When: Saturday, October 29, 10am to 3pm
Where: Historic Joy Kogawa House, 1450 West 64th Avenue, Vancouver
Cost: $125 (includes lunch)
Are you interested in telling your family story? Perhaps you have begun to write the history of your ancestors and their journey to Canada from China.
Please join writer-in-residence Susan Crean and author Larry Wong for a writing life workshop for unpublished and beginning writers who are writing memoir or personal history.
Participating in this workshop will help writers answer the following questions:
– What do I do about the gaps in the story?
– How do I make it interesting for others to read?
This workshop is open for a total of 7 participants. Participants will submit up to 15 pages of work for discussion during the workshop.
To register, email kogawahouse@yahoo.ca
Larry Wong is a local historian and past president of the Chinese Canadian Historical Society, and author of Dim Sum Stories: A Chinatown Childhood, about his childhood in Vancouver’s Chinatown of the 1940s to 60s. Wong’s personal short stories reveal a world filled with people from diverse ethnic backgrounds.

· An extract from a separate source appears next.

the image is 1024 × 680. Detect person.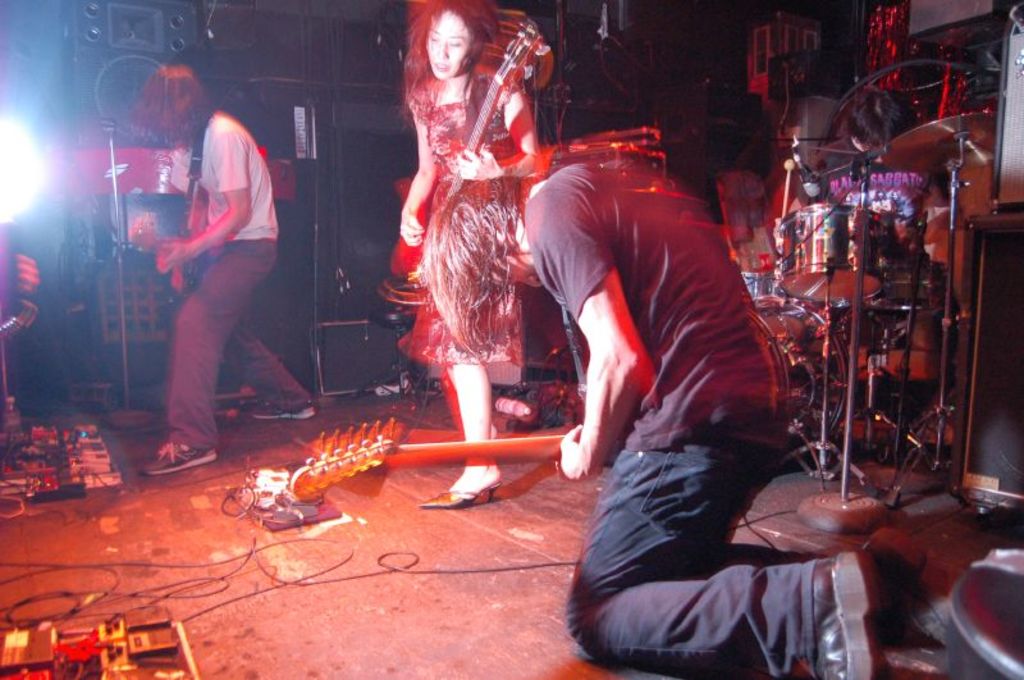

Susan Crean is a writer, editor and cultural critic whose most recent book, The Laughing One: A Journey to Emily Carr, was nominated the Governor General’s Award for Literature in 2001 and won the Hubert Evans Prize for Non-Fiction in British Columbia. She is a frequent contributor to magazines such as Geist, This and The Capilano Review. She was the first Maclean-Hunter Chair in Creative Non-Fiction appointed at the University of British Columbia. Susan Crean is currently working on a major book about a head-tax payer, Mr. Wong Dong Wong, whose life she has been researching for the past two years. The book is a large undertaking, and like Crean’s book on Emily Carr, combines the genres of history, biography, journalism and memoir.